Protestors against Electronic Arts new game – working for EA

Electronic Arts has been playing games with attendees of the nation’s biggest video-game trade show.

The game publisher hired a group of nearly 20 people to stand outside the Electronic Entertainment Expo in Los Angeles on Wednesday and appear to protest the upcoming EA game “Dante’s Inferno.” EA spokeswoman Holly Rockwood says the stunt was arranged by a viral marketing agency hired by EA.

The group claimed to be protesting the third-person action game – loosely based on Dante Aligheri’s poem “Divine Comedy” – because they said the game glorified eternal damnation.

The fake religious protesters passed out pamphlets and held up picket signs with messages such as “Hell is not a Video Game” and “Trade in Your PlayStation for a PrayStation.”

Har!

15 thoughts on “Protestors against Electronic Arts new game – working for EA

  1. nugget says:

    Yeah, unless you know it’s a joke it would be real annoying to have waded through that crowd.
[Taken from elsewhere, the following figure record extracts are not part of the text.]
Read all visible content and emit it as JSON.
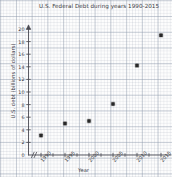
{
  "chart_data": {
    "type": "scatter",
    "title": "U.S. Federal Debt during years 1990-2015",
    "xlabel": "Year",
    "ylabel": "U.S. debt (billions of dollars)",
    "x": [
      1990,
      1995,
      2000,
      2005,
      2010,
      2015
    ],
    "values": [
      3.1,
      5.0,
      5.4,
      8.1,
      14.2,
      19.0
    ],
    "points": [
      {
        "x": 1990,
        "y": 3.1
      },
      {
        "x": 1995,
        "y": 5.0
      },
      {
        "x": 2000,
        "y": 5.4
      },
      {
        "x": 2005,
        "y": 8.1
      },
      {
        "x": 2010,
        "y": 14.2
      },
      {
        "x": 2015,
        "y": 19.0
      }
    ],
    "xlim": [
      1988,
      2017
    ],
    "ylim": [
      0,
      21
    ],
    "xticks": [
      1990,
      1995,
      2000,
      2005,
      2010,
      2015
    ],
    "xtick_labels": [
      "1990",
      "1995",
      "2000",
      "2005",
      "2010",
      "2015"
    ],
    "yticks": [
      0,
      2,
      4,
      6,
      8,
      10,
      12,
      14,
      16,
      18,
      20
    ],
    "ytick_labels": [
      "0",
      "2",
      "4",
      "6",
      "8",
      "10",
      "12",
      "14",
      "16",
      "18",
      "20"
    ],
    "grid": true,
    "legend": null,
    "axis_break_x": true,
    "marker_color": "#1c1c1c",
    "axis_color": "#4a4a52",
    "grid_color": "#8c98aa"
  },
  "axis": {
    "origin_label": "0"
  }
}
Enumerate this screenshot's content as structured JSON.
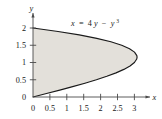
{
  "figure": {
    "background_color": "#ffffff",
    "region_fill_color": "#e3e0da",
    "curve_color": "#1a1a1a",
    "axis_color": "#4a4a4a",
    "equation_label": {
      "lhs": "x",
      "equals": "=",
      "term1_coef": "4",
      "term1_var": "y",
      "minus": "−",
      "term2_var": "y",
      "term2_exp": "3",
      "full_text": "x = 4y − y³"
    },
    "x_axis": {
      "label": "x",
      "ticks": [
        "0",
        "0.5",
        "1",
        "1.5",
        "2",
        "2.5",
        "3"
      ],
      "tick_values": [
        0,
        0.5,
        1,
        1.5,
        2,
        2.5,
        3
      ],
      "range": [
        0,
        3.45
      ]
    },
    "y_axis": {
      "label": "y",
      "ticks": [
        "0",
        "0.5",
        "1",
        "1.5",
        "2"
      ],
      "tick_values": [
        0,
        0.5,
        1,
        1.5,
        2
      ],
      "range": [
        0,
        2.25
      ]
    }
  },
  "chart_data": {
    "type": "line",
    "title": "",
    "xlabel": "x",
    "ylabel": "y",
    "xlim": [
      0,
      3.45
    ],
    "ylim": [
      0,
      2.25
    ],
    "grid": false,
    "legend": "none",
    "annotations": [
      {
        "text": "x = 4y − y³",
        "x": 1.9,
        "y": 2.08
      }
    ],
    "xticks": [
      0,
      0.5,
      1,
      1.5,
      2,
      2.5,
      3
    ],
    "xticklabels": [
      "0",
      "0.5",
      "1",
      "1.5",
      "2",
      "2.5",
      "3"
    ],
    "yticks": [
      0,
      0.5,
      1,
      1.5,
      2
    ],
    "yticklabels": [
      "0",
      "0.5",
      "1",
      "1.5",
      "2"
    ],
    "series": [
      {
        "name": "x = 4y - y^3",
        "equation": "x = 4y - y^3",
        "parametric_variable": "y",
        "filled": true,
        "fill_between": "curve and y-axis",
        "fill_color": "#e3e0da",
        "y": [
          0,
          0.1,
          0.2,
          0.3,
          0.4,
          0.5,
          0.6,
          0.7,
          0.8,
          0.9,
          1.0,
          1.1,
          1.1547,
          1.2,
          1.3,
          1.4,
          1.5,
          1.6,
          1.7,
          1.8,
          1.9,
          2.0
        ],
        "x": [
          0,
          0.399,
          0.792,
          1.173,
          1.536,
          1.875,
          2.184,
          2.457,
          2.688,
          2.871,
          3.0,
          3.069,
          3.0792,
          3.072,
          3.003,
          2.856,
          2.625,
          2.304,
          1.887,
          1.368,
          0.741,
          0
        ]
      }
    ],
    "key_points": [
      {
        "label": "origin",
        "x": 0,
        "y": 0
      },
      {
        "label": "max x",
        "x": 3.0792,
        "y": 1.1547
      },
      {
        "label": "upper intercept",
        "x": 0,
        "y": 2
      }
    ]
  }
}
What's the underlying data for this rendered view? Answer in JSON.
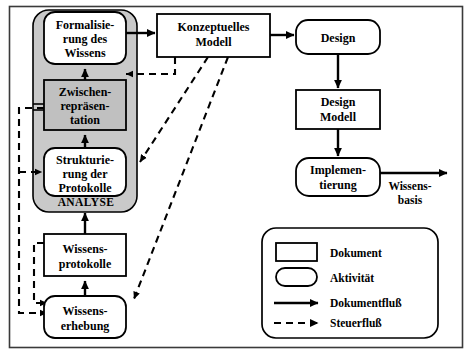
{
  "diagram": {
    "frame": {
      "border_color": "#2b2b2b",
      "background": "#ffffff"
    },
    "group": {
      "name": "ANALYSE",
      "label": "ANALYSE",
      "fill": "#c9c9c9",
      "stroke": "#000000"
    },
    "nodes": [
      {
        "id": "formalisierung",
        "kind": "aktivitaet",
        "lines": [
          "Formalisie-",
          "rung des",
          "Wissens"
        ],
        "fill": "#ffffff",
        "x": 44,
        "y": 12,
        "w": 82,
        "h": 52
      },
      {
        "id": "zwischenrepraesentation",
        "kind": "dokument",
        "lines": [
          "Zwischen-",
          "repräsen-",
          "tation"
        ],
        "fill": "#c0c0c0",
        "x": 44,
        "y": 80,
        "w": 82,
        "h": 50
      },
      {
        "id": "strukturierung",
        "kind": "aktivitaet",
        "lines": [
          "Strukturie-",
          "rung der",
          "Protokolle"
        ],
        "fill": "#ffffff",
        "x": 44,
        "y": 148,
        "w": 82,
        "h": 48
      },
      {
        "id": "wissensprotokolle",
        "kind": "dokument",
        "lines": [
          "Wissens-",
          "protokolle"
        ],
        "fill": "#ffffff",
        "x": 44,
        "y": 234,
        "w": 82,
        "h": 42
      },
      {
        "id": "wissenserhebung",
        "kind": "aktivitaet",
        "lines": [
          "Wissens-",
          "erhebung"
        ],
        "fill": "#ffffff",
        "x": 44,
        "y": 296,
        "w": 82,
        "h": 42
      },
      {
        "id": "konzeptuelles-modell",
        "kind": "dokument",
        "lines": [
          "Konzeptuelles",
          "Modell"
        ],
        "fill": "#ffffff",
        "x": 157,
        "y": 14,
        "w": 113,
        "h": 43
      },
      {
        "id": "design",
        "kind": "aktivitaet",
        "lines": [
          "Design"
        ],
        "fill": "#ffffff",
        "x": 296,
        "y": 20,
        "w": 84,
        "h": 34
      },
      {
        "id": "design-modell",
        "kind": "dokument",
        "lines": [
          "Design",
          "Modell"
        ],
        "fill": "#ffffff",
        "x": 296,
        "y": 90,
        "w": 84,
        "h": 39
      },
      {
        "id": "implementierung",
        "kind": "aktivitaet",
        "lines": [
          "Implemen-",
          "tierung"
        ],
        "fill": "#ffffff",
        "x": 296,
        "y": 158,
        "w": 84,
        "h": 38
      }
    ],
    "edge_labels": [
      {
        "id": "wissensbasis",
        "lines": [
          "Wissens-",
          "basis"
        ],
        "x": 410,
        "y": 188
      }
    ],
    "legend": {
      "x": 262,
      "y": 228,
      "w": 176,
      "h": 110,
      "items": [
        {
          "id": "dokument",
          "label": "Dokument",
          "symbol": "rectangle"
        },
        {
          "id": "aktivitaet",
          "label": "Aktivität",
          "symbol": "rounded-rectangle"
        },
        {
          "id": "dokumentfluss",
          "label": "Dokumentfluß",
          "symbol": "solid-arrow"
        },
        {
          "id": "steuerfluss",
          "label": "Steuerfluß",
          "symbol": "dashed-arrow"
        }
      ]
    },
    "flows": {
      "document_flow_color": "#000000",
      "control_flow_color": "#000000",
      "control_flow_dash": "7,5"
    }
  }
}
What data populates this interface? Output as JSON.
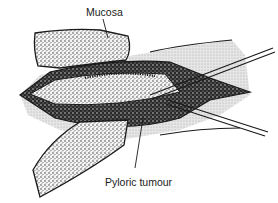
{
  "figure": {
    "labels": {
      "mucosa": "Mucosa",
      "pyloric_tumour": "Pyloric tumour"
    },
    "colors": {
      "ink": "#1a1a1a",
      "shading": "#d9d9d9",
      "background": "#ffffff"
    }
  }
}
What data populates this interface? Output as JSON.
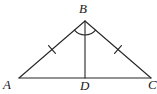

And it makes religion look bad not EA look counter culture.

  2. Anonymous says:

    this sounds like an angry atheist trying to make other, more reasonable atheists sound stupid by having stupid fucking conspiracy theories…

    since when was it acceptable to support a news article by linking to an identical copy of the same article? every god damn webpage posted the same text clip with absolutely NO SUPPORTING EVIDENCE…this isnt reporting…its called bullshiting. i do it all the time, i just dont get paid to shovel it down peoples fucking throats

    • keaneo says:

      If you weren’t just passing through on some dweeb rant, you’d know that “god” is a regular here – as well as a couple other tech sites including the “big blog” where Eideard is a senior contributing editor.

      Next week, I’ll explain “diarist” to you.

    • god says:

      I guess this is what the “new atheism” is about – treating a simple question of belief or non-belief like a sectarian hangup.

      I get requests to become involved in one or another of these groups and I suppose that’s a positive sign of people finally becoming well enough educated in science to reject superstition. Since I haven’t been reticent about my atheism in what are to me more critical areas of social and political struggle – for over a half-century, now – I guess the invites accrue with time in grade. 🙂

      For myself, philosophical materialism – especially including the last couple milleniums of dialectics – is more relevant to understanding the real world. But, simple belief in reality ain’t a bad start.

      Getting strung out in sectarian discussion is, however, absurd. Not understanding the humor in naming oneself as a lower-case “god” is clueless.